JOHNS HOPKINS APPOINTS NEW CLINICAL DIRECTOR OF CARDIOLOGY

– Edward Kasper also to serve as co-director of Heart and Vascular Institute

March 31, 2009- Physician-science investigator Edward Kasper, M.D., an expert in chronic heart failure and the Edward Kasperheart transplantation that often results from the disease, has been named the new clinical director of the Johns Hopkins University School of Medicine’s Division of Cardiology and co-director of the School’s Heart and Vascular Institute.

A former undergraduate student (class of ’79) at Johns Hopkins, Kasper has spent nearly his entire academic medical career at the institution, where he also completed his medical internship; residency, including one year supervising 20 other so-called house officers as one of four acting chiefs of service; and cardiology fellowship.

Since 1987, Kasper, 52, has taught medical students, clinical residents and research fellows and treated thousands of patients at Johns Hopkins. He succeeds Richard Lange, M.D., who led clinical operations in the division since 2003 and will remain active as adjunct faculty. He also succeeds Lange as the E. Cowles Andrus Professor of Cardiology.

In addition to managing day-to-day clinical cardiology operations, Kasper will continue his research into the biological origins of heart failure and the underlying reasons why the body rejects some transplanted hearts and not others.

“Dr. Kasper has already established a successful track record, expanding and upgrading our cardiology practice at Johns Hopkins Bayview Medical Center to the world-class level of excellence that people have come to expect from Johns Hopkins,” says Gordon Tomaselli, M.D., the newly appointed director of cardiology. “Now he can put this expertise to good use, advancing cardiology service standards across all other hospitals and clinics within Hopkins’ health system,” adds Tomaselli, the Michel Mirowski, M.D., Professor of Cardiology at the School and also a co-director of its Heart and Vascular Institute.

Kasper has authored more than 70 articles, two books and many book chapters on various aspects of heart failure and transplantation. Most recently, he has researched potential blood tests for predicting the earliest signs of heart failure and an organ recipient’s risk of rejecting a heart transplant.

For the last five years, Kasper served as the director of the cardiology division at Johns Hopkins Bayview Medical Center, the second-largest hospital in the Johns Hopkins Health System. There, he led a growing team of more than 20 cardiologist and 100 clinical and research staff in establishing medical services that complement and replicate those available at Johns Hopkins’ main medical campus. Under Kasper’s leadership, the number of faculty and staff nearly tripled, and patient numbers more than doubled.

As clinical head of the Johns Hopkins’ Division of Cardiology, Kasper will oversee a group of 713 people, including 102 faculty and 87 fellows, who treat more than 4,000 hospital inpatients and nearly 30,000 more outpatients a year.

The division Kasper inherits with Tomaselli has earned national and international acclaim, and has been consistently ranked by U.S. News & World Report among the top four in cardiology among American academic medical centers.

Kasper studied natural sciences during his undergraduate education at Hopkins before earning his medical degree in 1984 from the University of Connecticut’s School of Medicine. He then returned to The Johns Hopkins Hospital to complete his medical training, joining the faculty in 1987 as an instructor in medicine, and completing his specialization in cardiology in 1991. Kasper then moved to Vanderbilt University in Tennessee to oversee its transplant program but quickly returned to Hopkins in 1993 to head up the same service.

He is a fellow of the American College of Cardiology, having served on its board of governors from 2002 to 2006. In addition, Kasper is a fellow of the American Heart Association, where since 2006 he has served on its clinical cardiology committee. He is also a longstanding member of numerous societies dedicated to improving the lives of heart transplant recipients and those awaiting a donated organ, including such organizations as the International Society for Heart and Lung Transplantation, the United Network for Organ Sharing, the Heart Failure Society of America, and the Working Group of Transplant Cardiologists.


■ **Prompt**: Every line of the entries below that carries the string "paid" should be copied.

[Dataset records on visual material]
--- --- ---

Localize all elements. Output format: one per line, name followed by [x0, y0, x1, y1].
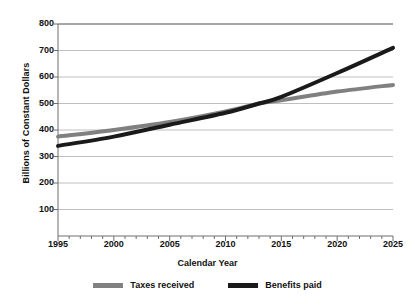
x-axis-tick-label: 2020 [317, 240, 357, 249]
y-axis-tick-label: 600 [28, 72, 54, 81]
legend-label-benefits-paid: Benefits paid [265, 281, 322, 290]
y-axis-tick-label: 700 [28, 46, 54, 55]
legend-item-taxes-received: Taxes received [93, 281, 194, 290]
chart-container: Billions of Constant Dollars 80070060050… [0, 0, 415, 308]
x-axis-tick-label: 2005 [150, 240, 190, 249]
legend-label-taxes-received: Taxes received [130, 281, 194, 290]
legend-swatch-taxes-received [93, 283, 123, 288]
y-axis-tick-label: 500 [28, 99, 54, 108]
legend-swatch-benefits-paid [228, 283, 258, 288]
x-axis-tick-label: 1995 [38, 240, 78, 249]
y-axis-tick-label: 300 [28, 152, 54, 161]
y-axis-tick-label: 100 [28, 205, 54, 214]
y-axis-tick-label: 800 [28, 19, 54, 28]
x-axis-title: Calendar Year [0, 258, 415, 268]
y-axis-tick-label: 400 [28, 125, 54, 134]
x-axis-tick-label: 2000 [94, 240, 134, 249]
x-axis-tick-label: 2010 [206, 240, 246, 249]
y-axis-tick-label: 200 [28, 178, 54, 187]
chart-legend: Taxes received Benefits paid [0, 281, 415, 290]
x-axis-tick-labels: 1995200020052010201520202025 [0, 240, 415, 254]
x-axis-tick-label: 2025 [373, 240, 413, 249]
x-axis-tick-label: 2015 [261, 240, 301, 249]
legend-item-benefits-paid: Benefits paid [228, 281, 322, 290]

--- --- ---

■ **Written answer**:
legend-label-benefits-paid: Benefits paid [265, 281, 322, 290]
legend-swatch-benefits-paid [228, 283, 258, 288]
chart-legend: Taxes received Benefits paid [0, 281, 415, 290]
legend-item-benefits-paid: Benefits paid [228, 281, 322, 290]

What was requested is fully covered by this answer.